» Work required
With the first line below as the start and the line containing "The width and height of the screenshot is (868, 488)." as the end, copy every line between them exactly, ends included.
##############################
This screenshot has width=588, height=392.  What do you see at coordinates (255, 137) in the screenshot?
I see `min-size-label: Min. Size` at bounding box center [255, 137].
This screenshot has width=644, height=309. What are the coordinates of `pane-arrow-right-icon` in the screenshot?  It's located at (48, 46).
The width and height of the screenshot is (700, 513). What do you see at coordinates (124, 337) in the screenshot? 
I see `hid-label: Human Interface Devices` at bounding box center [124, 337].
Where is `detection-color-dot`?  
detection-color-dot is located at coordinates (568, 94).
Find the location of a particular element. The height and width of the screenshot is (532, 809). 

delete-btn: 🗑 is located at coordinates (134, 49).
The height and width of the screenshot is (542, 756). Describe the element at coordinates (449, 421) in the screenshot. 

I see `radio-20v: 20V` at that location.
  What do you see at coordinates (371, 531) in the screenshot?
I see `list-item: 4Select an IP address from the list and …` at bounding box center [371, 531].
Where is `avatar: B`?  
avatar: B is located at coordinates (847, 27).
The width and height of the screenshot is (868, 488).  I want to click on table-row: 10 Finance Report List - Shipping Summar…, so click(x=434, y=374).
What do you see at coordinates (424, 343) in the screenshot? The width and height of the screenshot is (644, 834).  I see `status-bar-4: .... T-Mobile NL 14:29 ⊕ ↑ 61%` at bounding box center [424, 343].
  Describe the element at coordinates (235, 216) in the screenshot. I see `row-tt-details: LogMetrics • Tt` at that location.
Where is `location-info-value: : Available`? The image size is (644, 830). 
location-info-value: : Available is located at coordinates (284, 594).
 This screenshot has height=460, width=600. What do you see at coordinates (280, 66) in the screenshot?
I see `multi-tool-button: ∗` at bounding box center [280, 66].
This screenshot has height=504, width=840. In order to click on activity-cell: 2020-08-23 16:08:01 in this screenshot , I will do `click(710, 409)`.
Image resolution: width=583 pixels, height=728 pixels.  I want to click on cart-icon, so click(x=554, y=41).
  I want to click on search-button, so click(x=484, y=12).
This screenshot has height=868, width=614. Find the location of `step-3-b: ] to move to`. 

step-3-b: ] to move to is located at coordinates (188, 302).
##############################
» Solution to the exercise
This screenshot has width=588, height=392.  What do you see at coordinates (255, 137) in the screenshot?
I see `min-size-label: Min. Size` at bounding box center [255, 137].
This screenshot has width=644, height=309. What are the coordinates of `pane-arrow-right-icon` in the screenshot?  It's located at (48, 46).
The width and height of the screenshot is (700, 513). What do you see at coordinates (124, 337) in the screenshot? 
I see `hid-label: Human Interface Devices` at bounding box center [124, 337].
Where is `detection-color-dot`?  
detection-color-dot is located at coordinates (568, 94).
Find the location of a particular element. The height and width of the screenshot is (532, 809). 

delete-btn: 🗑 is located at coordinates (134, 49).
The height and width of the screenshot is (542, 756). Describe the element at coordinates (449, 421) in the screenshot. 

I see `radio-20v: 20V` at that location.
  What do you see at coordinates (371, 531) in the screenshot?
I see `list-item: 4Select an IP address from the list and …` at bounding box center [371, 531].
Where is `avatar: B`?  
avatar: B is located at coordinates (847, 27).
The width and height of the screenshot is (868, 488).  I want to click on table-row: 10 Finance Report List - Shipping Summar…, so click(x=434, y=374).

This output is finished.